In this context, tradition refers to the anti-Japanese revolution, the Second Chinese Civil War of the late 1940s and the 1950-53 Korean War, when leaders of both countries depended on each other through these difficult times. During the Second Chinese Civil War, North Korea provided the Chinese Communist Party with tremendous military support, offering loads of weapons left behind by Japanese soldiers during Japan’s colonization of the Korean Peninsula. The assistance was a crucial boost for the Communists’ triumph over the Nationalist Party.

When Kim Il Sung and Kim Jong-il each visited China, they both were greeted by every member of the Standing Committee of the Communist Party’s Politburo, China’s top decision-making body. It was a level of protocol spared to hardly any other country.

In 1961, China and North Korea signed the Sino-North Korean Treaty of Friendship, Cooperation and Mutual Assistance, which is considered a more intimate relationship than the Strategic Cooperative Partnership sealed between China and South Korea in 2008.
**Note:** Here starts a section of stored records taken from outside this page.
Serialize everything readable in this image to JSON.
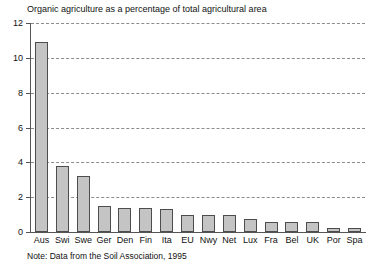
{
  "chart_data": {
    "type": "bar",
    "title": "Organic agriculture as a percentage of total agricultural area",
    "note": "Note: Data from the Soil Association, 1995",
    "xlabel": "",
    "ylabel": "",
    "ylim": [
      0,
      12
    ],
    "ytick_step": 2,
    "yticks": [
      0,
      2,
      4,
      6,
      8,
      10,
      12
    ],
    "ytick_labels": [
      "0",
      "2",
      "4",
      "6",
      "8",
      "10",
      "12"
    ],
    "grid": true,
    "grid_style": "dashed",
    "legend": false,
    "categories": [
      "Aus",
      "Swi",
      "Swe",
      "Ger",
      "Den",
      "Fin",
      "Ita",
      "EU",
      "Nwy",
      "Net",
      "Lux",
      "Fra",
      "Bel",
      "UK",
      "Por",
      "Spa"
    ],
    "values": [
      10.9,
      3.8,
      3.2,
      1.5,
      1.4,
      1.4,
      1.35,
      0.95,
      0.95,
      0.95,
      0.75,
      0.6,
      0.6,
      0.6,
      0.25,
      0.25
    ],
    "bar_fill_color": "#c4c4c4",
    "bar_edge_color": "#4d4d4d",
    "grid_color": "#8c8c8c",
    "axis_color": "#555555"
  }
}
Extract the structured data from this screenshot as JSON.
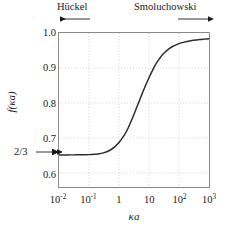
{
  "figure": {
    "background_color": "#ffffff",
    "frame_color": "#8a8a8a",
    "grid_color": "#c9c9c9",
    "curve_color": "#2b2b2b",
    "text_color": "#1a1a1a"
  },
  "annotations": {
    "huckel_label": "Hückel",
    "smoluchowski_label": "Smoluchowski",
    "plateau_label": "2/3",
    "huckel_arrow_direction": "left",
    "smoluchowski_arrow_direction": "right",
    "plateau_arrow_direction": "right"
  },
  "axes": {
    "xlabel": "κa",
    "ylabel": "f(κa)",
    "x_ticklabels": [
      "10",
      "10",
      "1",
      "10",
      "10",
      "10"
    ],
    "x_exponents": [
      "-2",
      "-1",
      "",
      "1",
      "2",
      "3"
    ],
    "y_ticklabels": [
      "1.0",
      "0.9",
      "0.8",
      "0.7",
      "0.6"
    ]
  },
  "chart_data": {
    "type": "line",
    "title": "",
    "subtitle": "",
    "xlabel": "κa",
    "ylabel": "f(κa)",
    "xscale": "log",
    "yscale": "linear",
    "xlim": [
      0.01,
      1000
    ],
    "ylim": [
      0.575,
      1.015
    ],
    "grid": true,
    "legend": null,
    "xticks": [
      0.01,
      0.1,
      1,
      10,
      100,
      1000
    ],
    "xticklabels": [
      "10^-2",
      "10^-1",
      "1",
      "10",
      "10^2",
      "10^3"
    ],
    "yticks": [
      1.0,
      0.9,
      0.8,
      0.7,
      0.6
    ],
    "yticklabels": [
      "1.0",
      "0.9",
      "0.8",
      "0.7",
      "0.6"
    ],
    "annotations": [
      {
        "text": "Hückel",
        "position": "top-left",
        "arrow": "left",
        "value": 0.667
      },
      {
        "text": "Smoluchowski",
        "position": "top-right",
        "arrow": "right",
        "value": 1.0
      },
      {
        "text": "2/3",
        "position": "left-axis",
        "arrow": "right",
        "value": 0.667
      }
    ],
    "series": [
      {
        "name": "Henry's function f(κa)",
        "x": [
          0.01,
          0.02,
          0.03,
          0.05,
          0.07,
          0.1,
          0.15,
          0.2,
          0.3,
          0.5,
          0.7,
          1.0,
          1.5,
          2.0,
          3.0,
          4.0,
          5.0,
          7.0,
          10.0,
          15.0,
          20.0,
          30.0,
          50.0,
          70.0,
          100.0,
          150.0,
          200.0,
          300.0,
          500.0,
          700.0,
          1000.0
        ],
        "y": [
          0.6667,
          0.6667,
          0.6668,
          0.6669,
          0.6671,
          0.6675,
          0.6684,
          0.6695,
          0.6724,
          0.68,
          0.689,
          0.702,
          0.723,
          0.743,
          0.778,
          0.805,
          0.826,
          0.857,
          0.887,
          0.918,
          0.936,
          0.956,
          0.972,
          0.979,
          0.9845,
          0.989,
          0.9915,
          0.9942,
          0.9965,
          0.9975,
          0.9985
        ]
      }
    ]
  }
}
But things have slightly changed in the Xi Jinping era. Unlike his predecessors, Xi does not acknowledge North Korea’s Kim Jong-un as a national leader, which infuriates Kim. They have never personally met each other. For Xi, it is hard to continue the friendly legacy when Pyongyang continues to destabilize the Asia Pacific region by test-firing missiles and detonating nuclear bombs, only to prompt Washington to send nuclear-powered aircraft carriers to waters nearby.
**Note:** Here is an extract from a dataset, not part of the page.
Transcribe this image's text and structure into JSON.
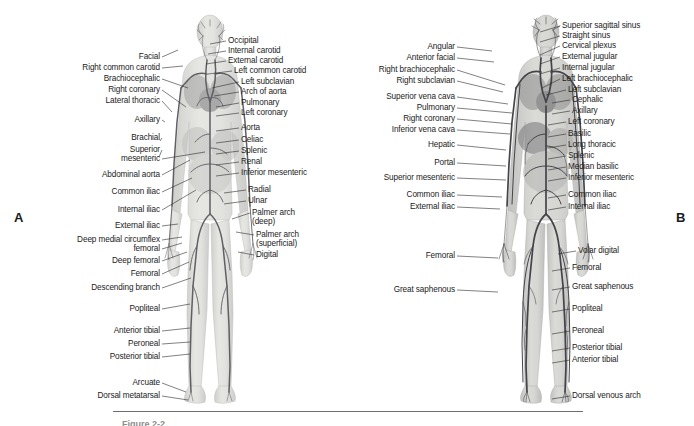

North Korea’s founding leader, Kim Il Sung, Kim Jong-un’s grandfather, fought side-by-side with Chinese leaders during the anti-Japanese revolution. Since his first state visit to China in June 1983, Kim Jong-il built close ties with China’s top brass. But the closest Xi has ever personally gone to North Korea’s Kim dynasty is his meeting with Kim Jong-il in August 2008, when Xi was vice president.

A sense of fear that China will no longer safeguard North Korea as it has in the past, while South Korea and the United States seem to grow closer, is what pushed Kim Jong-un to more rapidly develop the nation’s nuclear and missile program.

A North Korean diplomat this reporter met in Beijing in 2005 specifically said, “We’re so envious of South Korea. The world’s mightiest military, the U.S., has your back. We don’t have anyone. China wouldn’t protect us. Even if they do, it would only be to the extent that we aren’t destroyed.”

Beijing has always tried to convince Pyongyang to follow their footsteps and open up. In March 2003, then-Chinese Vice Premier Qian Qichen visited Pyongyang and told Kim Jong-il that China’s economic reforms immensely improved the livelihoods of Chinese. According to sources with knowledge of the discussion, Kim resentfully replied that North Korea had “completely different circumstances” from China and blamed the United States for creating tension on the Korean Peninsula.

“The economy can only improve in a peaceful environment,” Kim reportedly told Qian. “The U.S. is the reason why North Korea is deprived of that.”